Simon Sadler searches for the Situationist City among the detritus of tracts, manifestos, and works of art that the Situationist International left behind. From 1957 to 1972 the artistic and political movement known as the Situationist International (SI) worked aggressively to subvert the conservative ideology of the Western world. The movement's broadside attack on "establishment" institutions and values left its mark upon the libertarian left, the counterculture, the revolutionary events of 1968, and more recent phenomena from punk to postmodernism. But over time it tended to obscure Situationism's own founding principles. In this book, Simon Sadler investigates the artistic, architectural, and cultural theories that were once the foundations of Situationist thought, particularly as they applied to the form of the modern city. According to the Situationists, the benign professionalism of architecture and design had led to a sterilization of the world that threatened to wipe out any sense of spontaneity or playfulness. The Situationists hankered after the "pioneer spirit" of the modernist period, when new ideas, such as those of Marx, Freud, and Nietzsche, still felt fresh and vital. By the late fifties, movements such as British and American Pop Art and French Nouveau Ralisme had become intensely interested in everyday life, space, and mass culture. The SI aimed to convert this interest into a revolution—at the level of the city itself. Their principle for the reorganization of cities was simple and seductive: let the citizens themselves decide what spaces and architecture they want to live in and how they wish to live in them. This would instantly undermine the powers of state, bureaucracy, capital, and imperialism, thereby revolutionizing people's everyday lives. Simon Sadler searches for the Situationist City among the detritus of tracts, manifestos, and works of art that the SI left behind. The book is divided into three parts. The first, "The Naked City," outlines the Situationist critique of the urban environment as it then existed. The second, "Formulary for a New Urbanism," examines Situationist principles for the city and for city living. The third, "A New Babylon," describes actual designs proposed for a Situationist City.
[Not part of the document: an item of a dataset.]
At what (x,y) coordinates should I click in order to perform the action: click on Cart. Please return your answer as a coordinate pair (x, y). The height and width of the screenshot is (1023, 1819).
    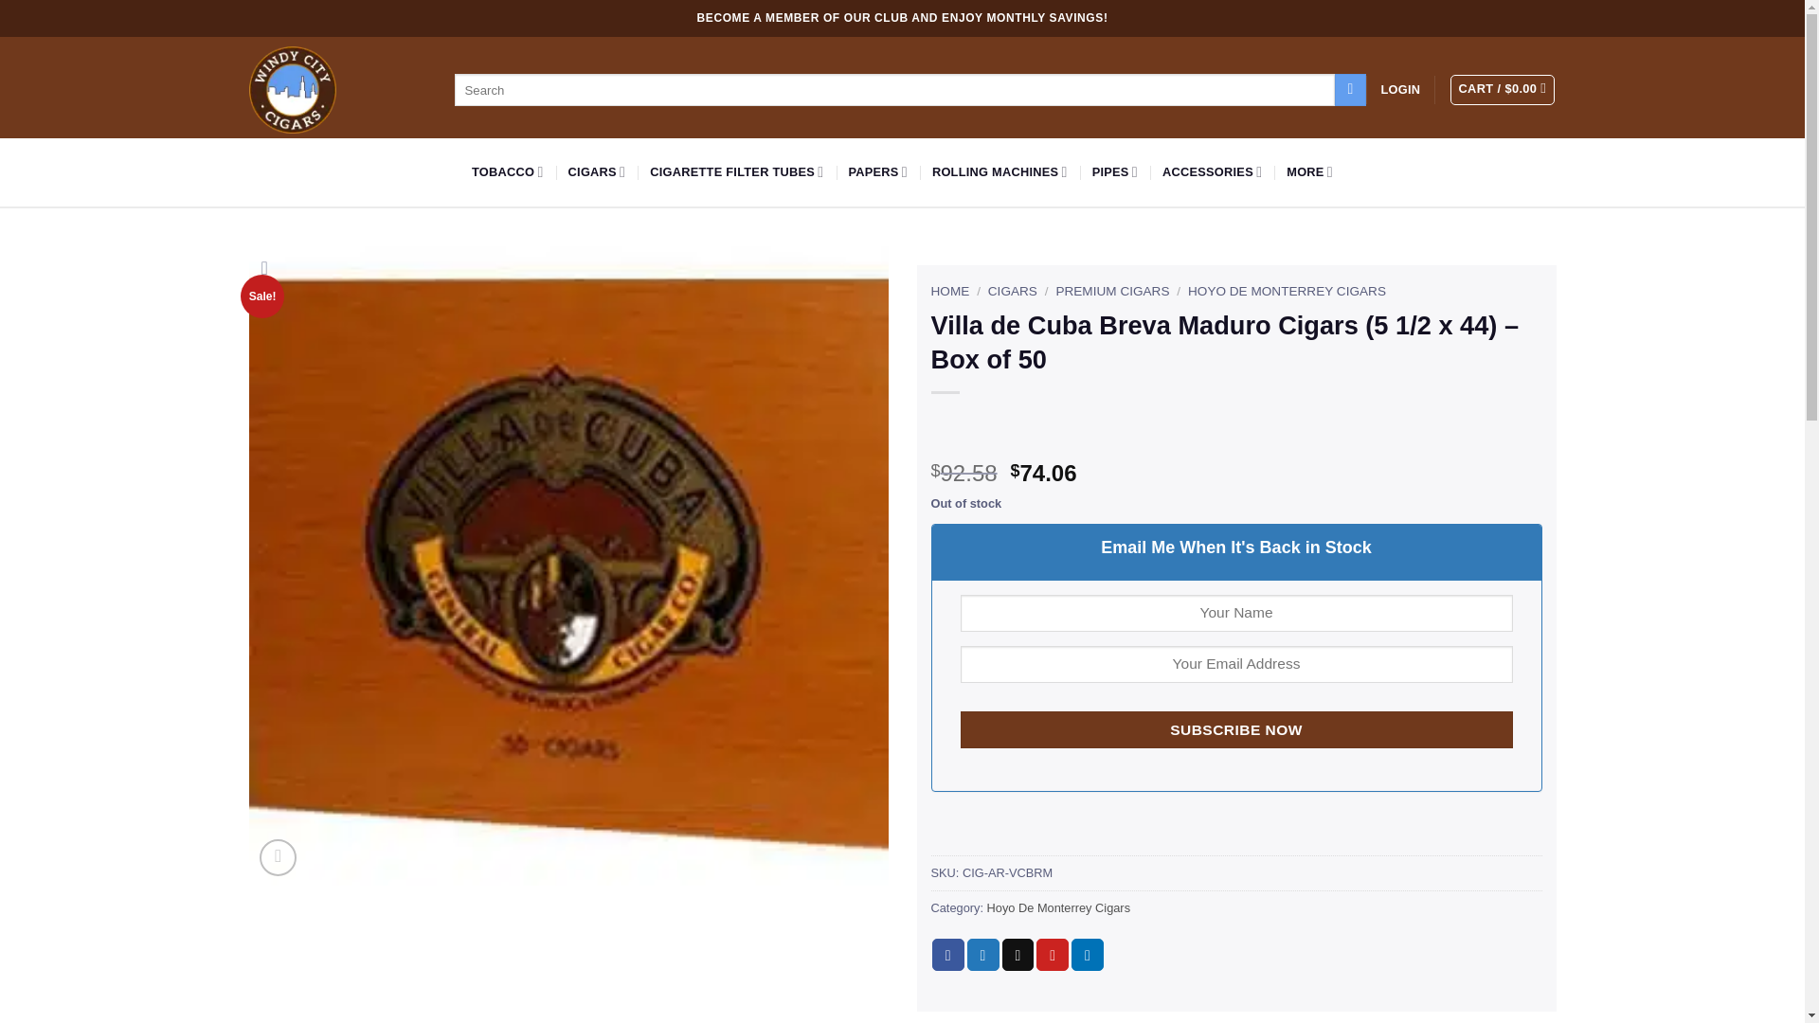
    Looking at the image, I should click on (1503, 89).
The Das Kapital of the 20th century,Society of the Spectacle is an essential text, and the main theoretical work of the Situationists. Few works of political and cultural theory have been as enduringly provocative. From its publication amid the social upheavals of the 1960's, in particular the May 1968 uprisings in France, up to the present day, with global capitalism seemingly staggering around in it’s Zombie end-phase, the volatile theses of this book have decisively transformed debates on the shape of modernity, capitalism, and everyday life in the late 20th century. This ‘Red and Black’ translation from 1977 is Introduced by Notting Hill armchair insurrectionary Tom Vague with a galloping time line and pop-situ verve, and given a more analytical over view by young upstart thinker Sam Cooper.